The Persian Empire's interest in the region was not solely altruistic. By supporting Nehemiah's efforts, the Persians could ensure a loyal and stable province on the western frontier of their empire, which would serve as a buffer against potential threats from Egypt and other powers to the south and west. The rebuilding of Jerusalem's walls and the establishment of a strong local government under Nehemiah's leadership helped to secure the region for the Persians, while also allowing the Jewish community to reestablish its religious and cultural identity.
Moreover, the involvement of Persian officials like Tattenai, who governed the Trans-Euphrates region, illustrates the extent to which the Persian administration was engaged in the affairs of Judah. Tattenai's investigation into the rebuilding activities in Jerusalem was part of the empire's effort to maintain oversight and control over its provinces, ensuring that local projects did not pose a threat to imperial interests.
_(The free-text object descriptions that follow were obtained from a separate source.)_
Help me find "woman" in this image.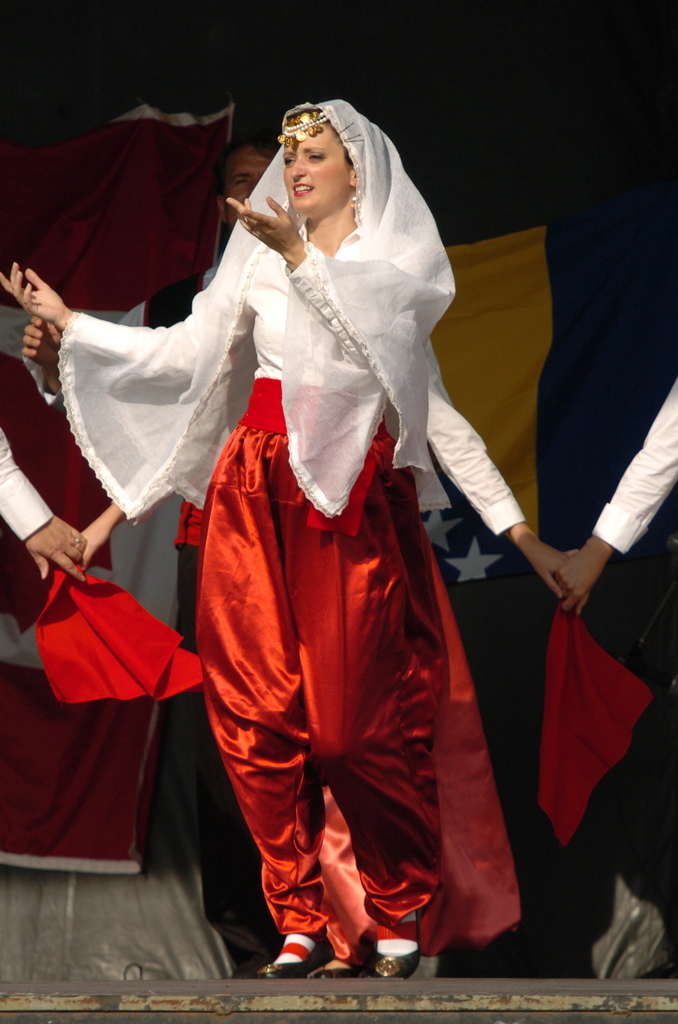
Found it: {"left": 0, "top": 96, "right": 450, "bottom": 973}.
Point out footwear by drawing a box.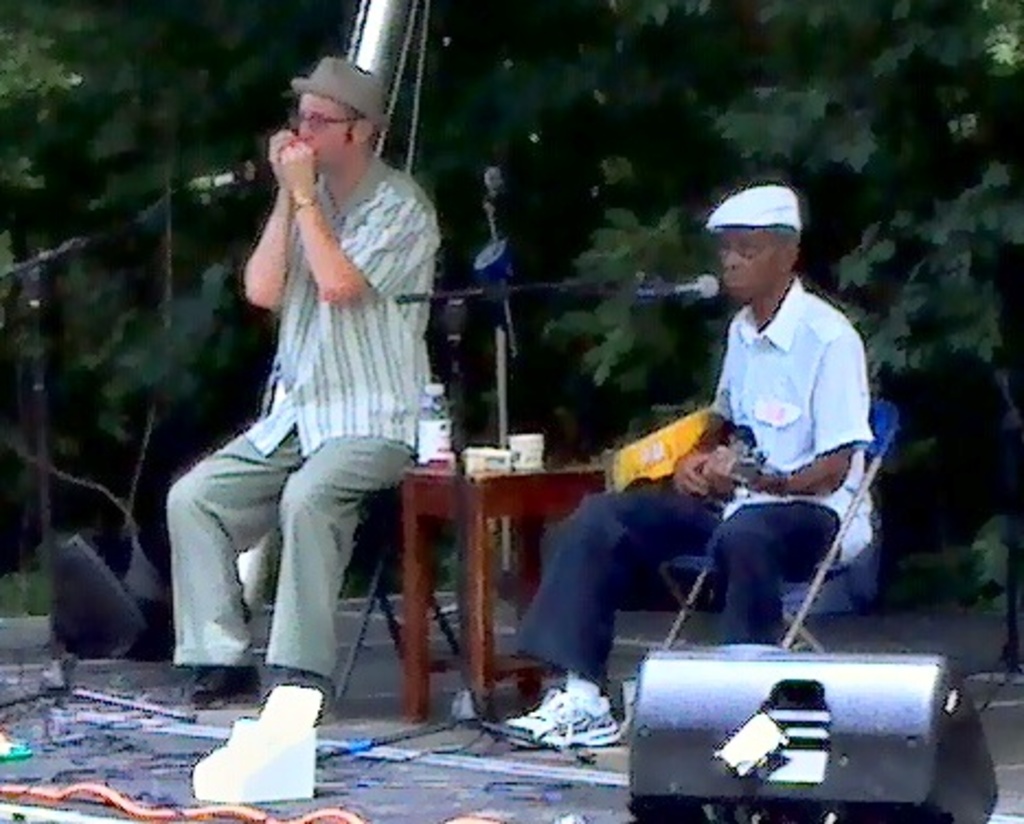
select_region(524, 684, 625, 769).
In summary, the Persian political interests were deeply involved in the events described in the Book of Nehemiah. The support provided by Artaxerxes I to Nehemiah was instrumental in the successful rebuilding of Jerusalem's walls, which served both the religious aspirations of the Jewish people and the strategic needs of the Persian Empire.
who is speaking in Nehemiah 2:1, saying; "...and I took up the wine, and gave it unto the king."
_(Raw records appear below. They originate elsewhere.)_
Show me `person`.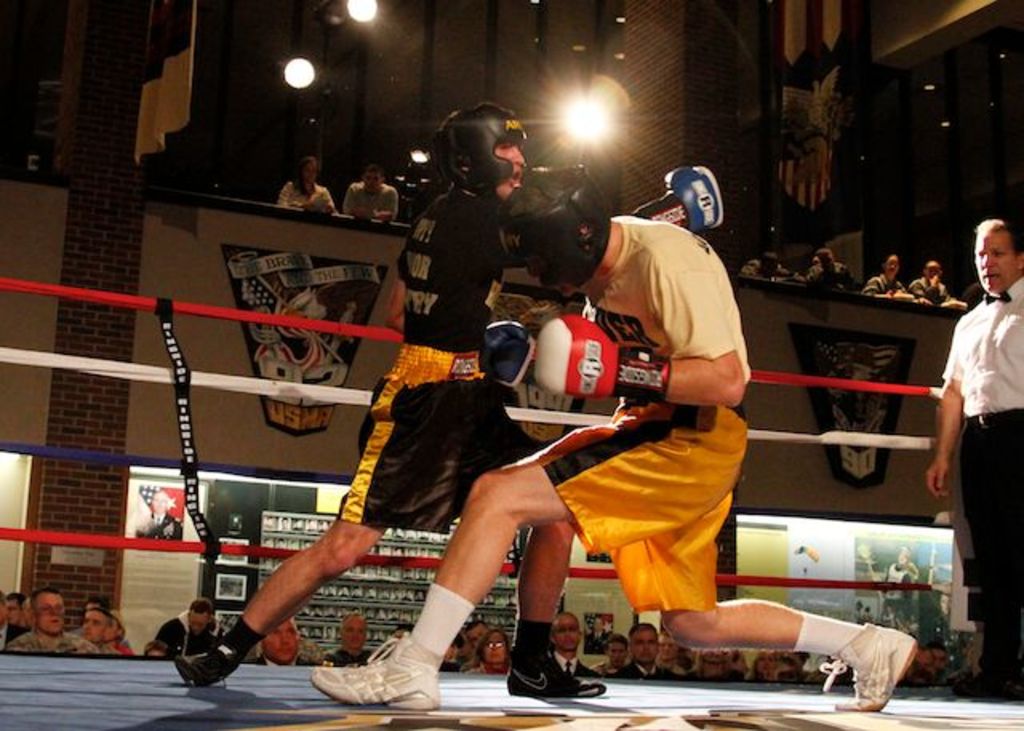
`person` is here: x1=154 y1=593 x2=218 y2=657.
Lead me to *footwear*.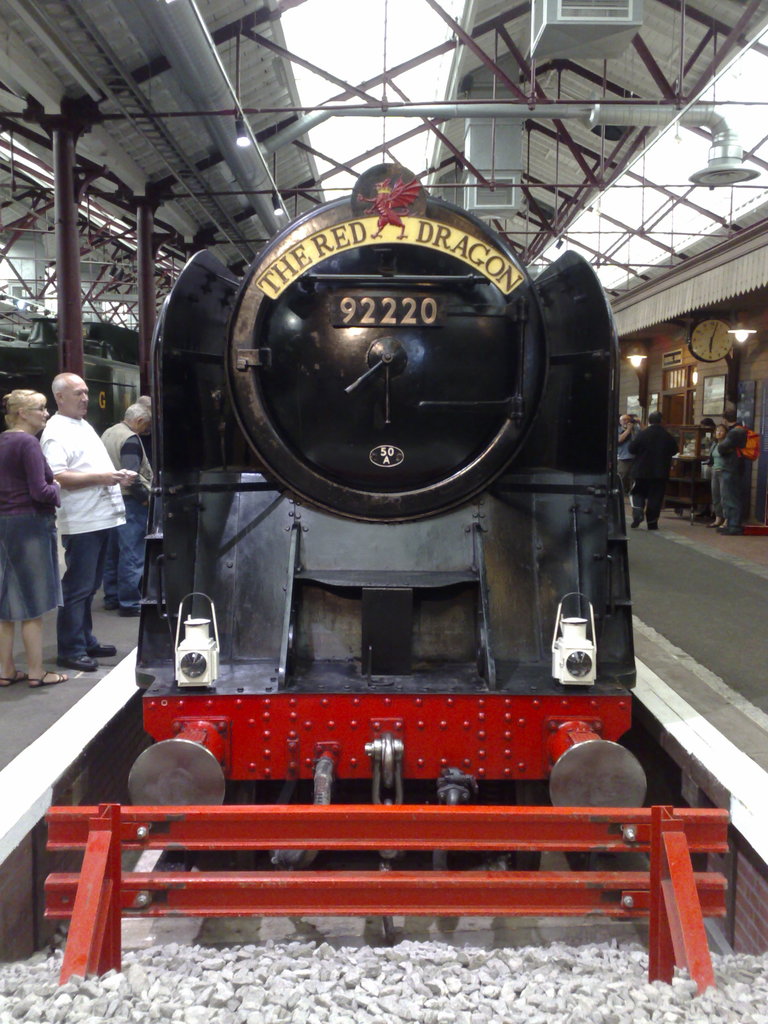
Lead to [x1=55, y1=652, x2=99, y2=669].
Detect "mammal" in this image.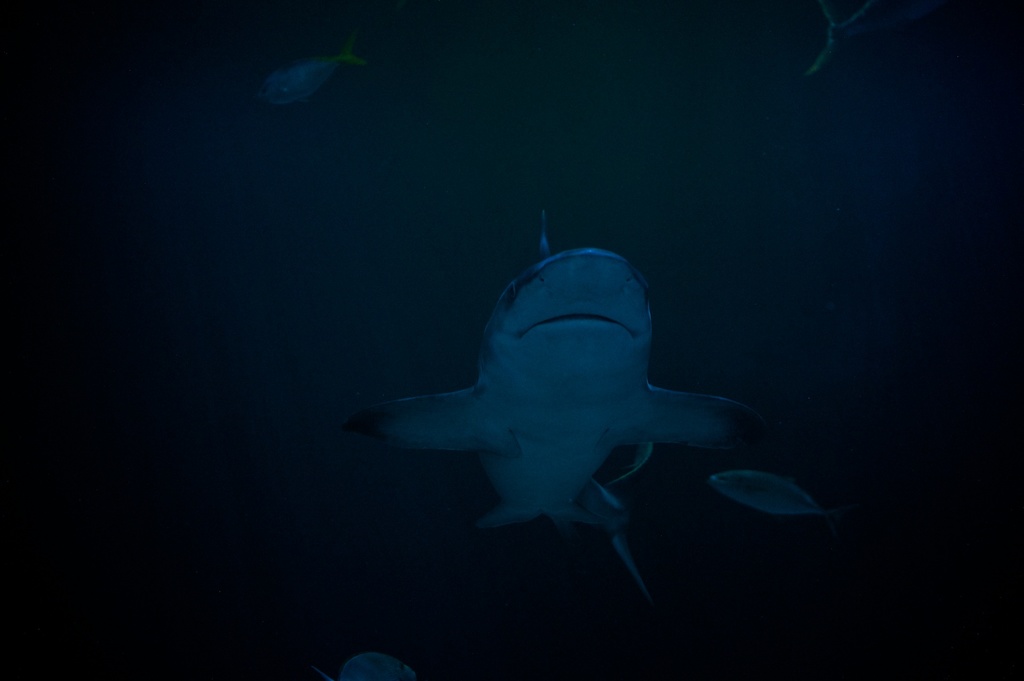
Detection: [343, 223, 800, 555].
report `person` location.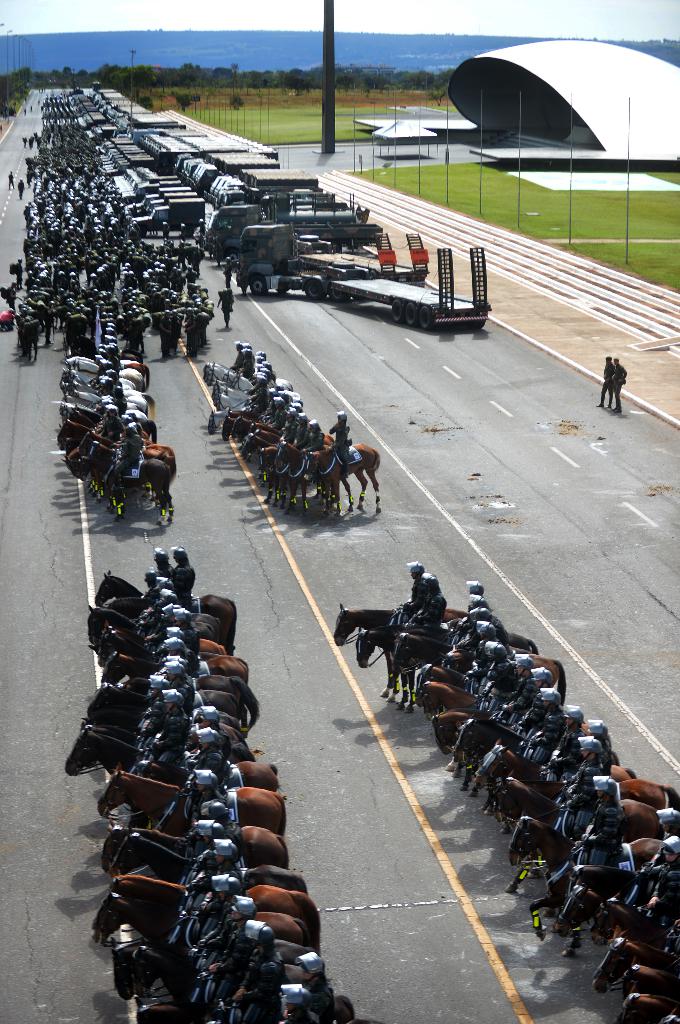
Report: (left=391, top=564, right=428, bottom=615).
In Nehemiah 2:1, the speaker is Nehemiah himself, who was serving as the cupbearer to King Artaxerxes I of Persia.
Context:
Nehemiah was a high-ranking Persian court official, specifically the king’s cupbearer, a position of trust and proximity to the monarch (Nehemiah 1:11). In Nehemiah 2:1, he is describing his duties at the royal court in Susa (Shushan), where he served the wine to Artaxerxes I (also known as Artaxerxes Longimanus, who ruled 465–424 BC). The verse sets the scene for Nehemiah’s pivotal conversation with the king, in which he reveals his sadness over the ruined state of Jerusalem and requests permission to return and rebuild its walls.
Significance:
Nehemiah’s role as cupbearer gave him unique access to the king, which he used to advocate for the restoration of Jerusalem. His position also indicates the level of trust and favor he enjoyed in the Persian court, which would later enable him to lead the rebuilding effort with royal support (Nehemiah 2:4–8). Thus, the "I" in Nehemiah 2:1 is Nehemiah, speaking in the first person about his service to the Persian king and the beginning of the events that led to the rebuilding of Jerusalem’s walls.
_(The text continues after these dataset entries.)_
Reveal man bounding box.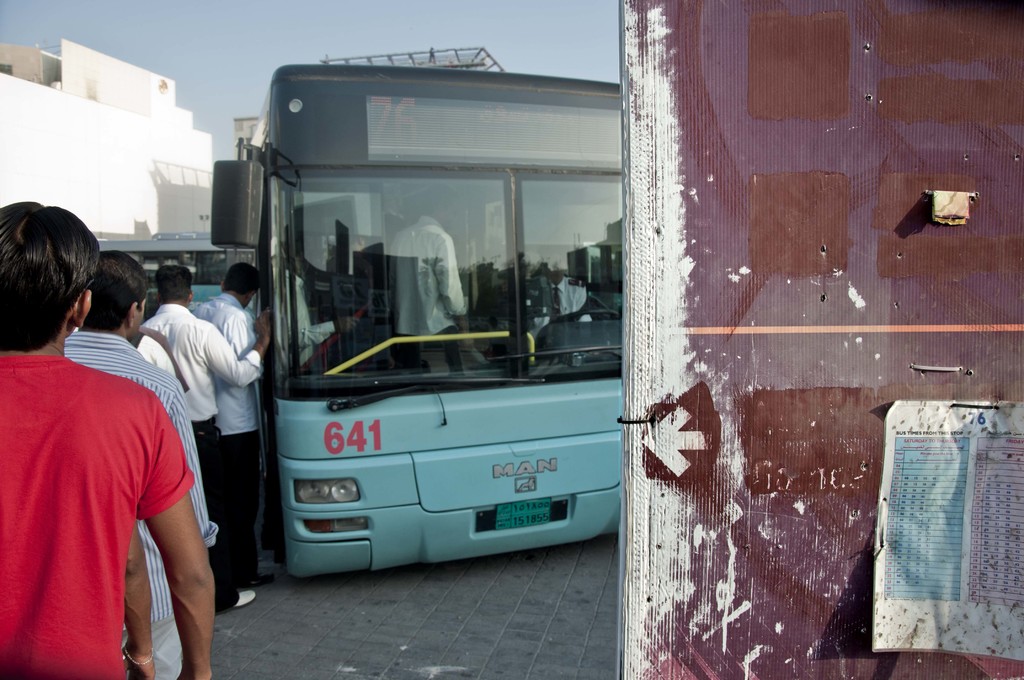
Revealed: x1=526, y1=241, x2=595, y2=339.
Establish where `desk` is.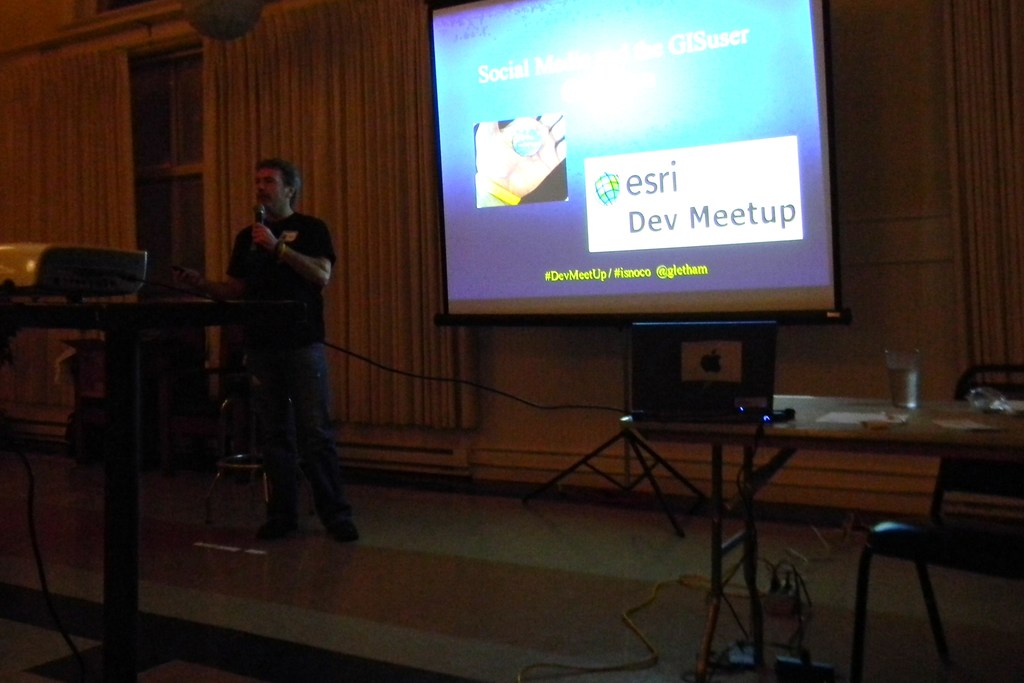
Established at <box>593,350,1012,658</box>.
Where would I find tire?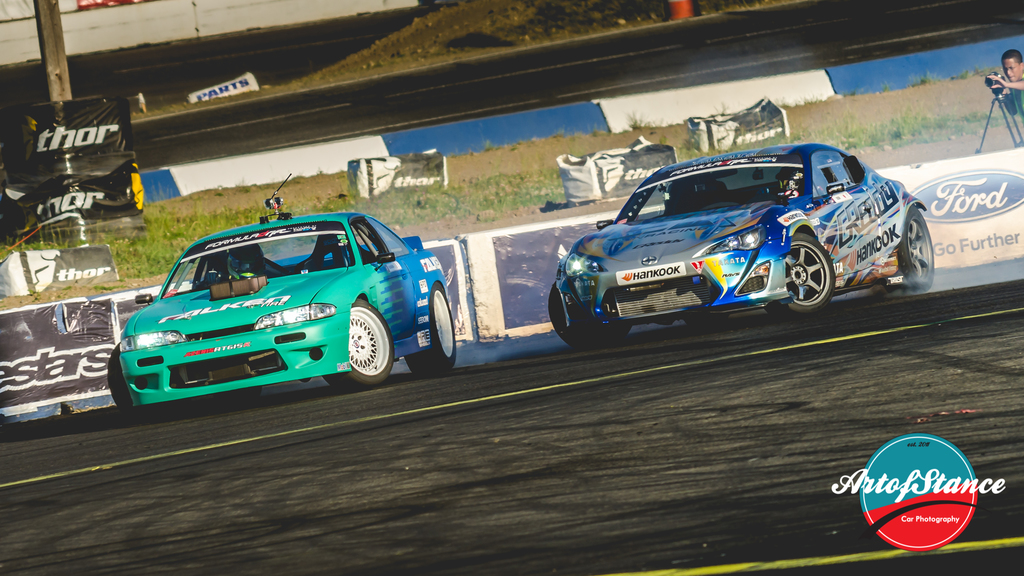
At 112, 326, 152, 413.
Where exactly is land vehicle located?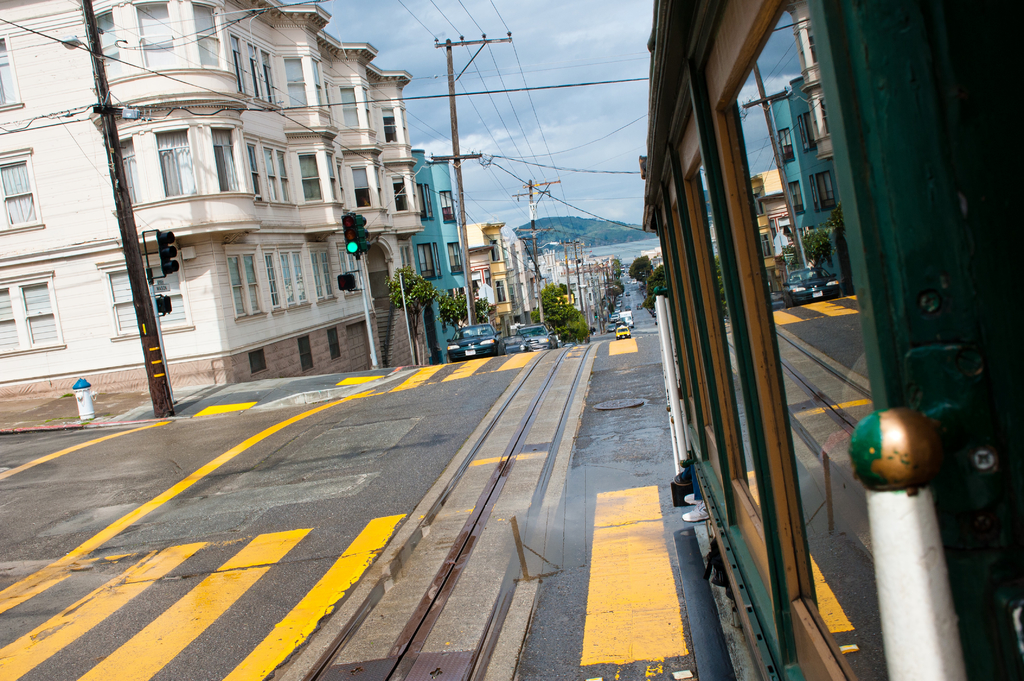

what is the present location of Susa (Shushan)
Susa, also known as Shushan, is located in the modern city of Shush in Khuzestan Province, Iran. It lies in the Lower Zagros Mountains, approximately 250 kilometers (160 miles) east of the Tigris River and between the Karkheh and Dez Rivers. The site consists of three major mounds: the Apadana mound, the Acropolis mound, and the Ville Royale (royal town) mound, covering an area of about one square kilometer. This location was historically significant as a capital of the Elamite, Persian, and Parthian empires.